On that, Steve Jobs issued a press release that I got on Monday and that is in the initial report I wrote when I arrived here. In that, he says the cause of his thinness is down to a hormone imbalance. A point that he made here, and other Apple personnel I have come across over the last few days confirm, is that next year, for the first time ever, they will be able to have a normal Christmas and New Year. All I have to do is get ready and pack, but this also affects me as I have to organise documents and teaching schedules need to be refigured, so I start shifting classes about some time in November. All I have to do is turn up and take notes then write some stuff, but Apple personnel at all levels have to produce a working product that has to shine: year after year. Moving the date to when any product is finished -- Apple's own timetable -- means they gain a considerable amount of control.
I took over 200 while in the show and when I get back to the hotel, I use the card reader rather than attaching the camera to download to Aperture.
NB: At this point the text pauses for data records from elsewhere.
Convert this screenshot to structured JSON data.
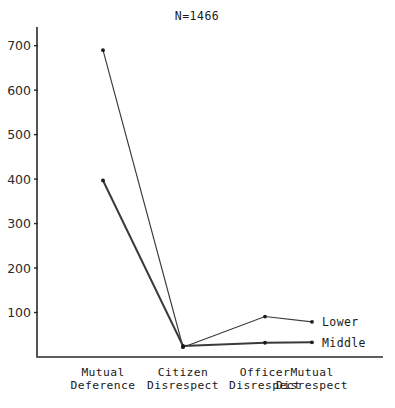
{
  "chart_data": {
    "type": "line",
    "title": "N=1466",
    "xlabel": "",
    "ylabel": "",
    "categories": [
      "Mutual Deference",
      "Citizen Disrespect",
      "Officer Disrespect",
      "Mutual Disrespect"
    ],
    "category_lines": [
      [
        "Mutual",
        "Deference"
      ],
      [
        "Citizen",
        "Disrespect"
      ],
      [
        "Officer",
        "Disrespect"
      ],
      [
        "Mutual",
        "Disrespect"
      ]
    ],
    "series": [
      {
        "name": "Lower",
        "values": [
          690,
          22,
          91,
          79
        ]
      },
      {
        "name": "Middle",
        "values": [
          397,
          25,
          32,
          33
        ]
      }
    ],
    "yticks": [
      700,
      600,
      500,
      400,
      300,
      200,
      100
    ],
    "ylim": [
      0,
      742
    ],
    "grid": false,
    "legend_position": "right",
    "legend": [
      "Lower",
      "Middle"
    ],
    "colors": {
      "axis": "#2b2b2b",
      "lower": "#3a3a3a",
      "middle": "#3a3a3a"
    }
  }
}
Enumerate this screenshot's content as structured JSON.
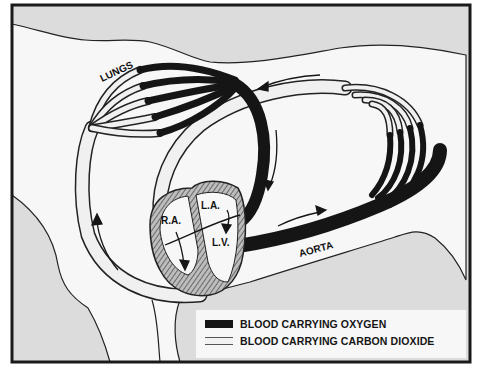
{
  "diagram": {
    "labels": {
      "lungs": "LUNGS",
      "right_atrium": "R.A.",
      "left_atrium": "L.A.",
      "left_ventricle": "L.V.",
      "aorta": "AORTA"
    },
    "colors": {
      "oxygen_blood": "#151515",
      "co2_blood": "#f2f2f2",
      "background_shade": "#dcdcdc",
      "body_fill": "#f7f7f7",
      "heart_muscle": "#9a9a9a",
      "frame": "#1a1a1a"
    }
  },
  "legend": {
    "items": [
      {
        "label": "BLOOD CARRYING OXYGEN",
        "swatch": "dark"
      },
      {
        "label": "BLOOD CARRYING CARBON DIOXIDE",
        "swatch": "light"
      }
    ]
  }
}
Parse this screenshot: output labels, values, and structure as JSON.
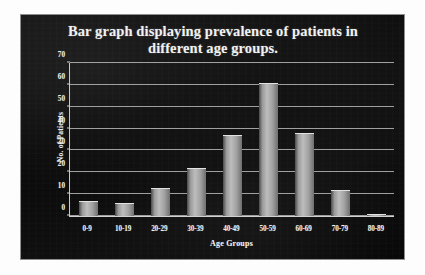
{
  "chart_data": {
    "type": "bar",
    "title": "Bar graph displaying prevalence of patients in different age groups.",
    "title_line1": "Bar graph displaying prevalence of patients in",
    "title_line2": "different age groups.",
    "xlabel": "Age Groups",
    "ylabel": "No. of Patients",
    "categories": [
      "0-9",
      "10-19",
      "20-29",
      "30-39",
      "40-49",
      "50-59",
      "60-69",
      "70-79",
      "80-89"
    ],
    "values": [
      7,
      6,
      13,
      22,
      37,
      61,
      38,
      12,
      1
    ],
    "ylim": [
      0,
      70
    ],
    "ytick_labels": [
      "70",
      "60",
      "50",
      "40",
      "30",
      "20",
      "10",
      "0"
    ],
    "ytick_values": [
      70,
      60,
      50,
      40,
      30,
      20,
      10,
      0
    ],
    "ytick_step": 10,
    "grid": true,
    "legend": "none",
    "colors": {
      "panel_background": "#0c0c0c",
      "panel_border": "#8e8e8e",
      "text": "#f2f2f2",
      "gridline": "#b9b9b9",
      "bar_light": "#bdbdbd",
      "bar_dark": "#4a4a4a",
      "page_background": "#ffffff"
    }
  }
}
A quick look removes some of the lousy shots, then a slower look allows me to think about some of those that might be usable and I go through these with the occasional edit, still deleting some that I find with defects I missed the first time. I still endd up with 127 and from these selected about 50: some of which I used on the text page, similar to what I have with this page, and the rest on the additional images pages. Once I have an idea what I can use, I switch to iPhoto (and I am really looking forward to the new one) and use the export function to create the web page, then I upload the lot. From downloading the card to the upload took me about an hour.
We did not get anything on Snow Leopard, which to me was a given. That would have been easy: a few words to say it is progressing and that would have been it, but I was told by Apple personnel last night that the real advances in Snow Leopard are not the eye-candy that people love to gawp over, but the way it works underneath. We had no major hardware releases, so all that rumour frenzy was wasted energy; but this also puts Apple in form control: whatever, whenever a new product is released, it will be when Apple wants it to be out there and not to some artificial schedule.
The Register had some words for him, suggesting that the fake iPhone makers had been wrong-footed by Apple on this one, as if somehow it was Apple's fault.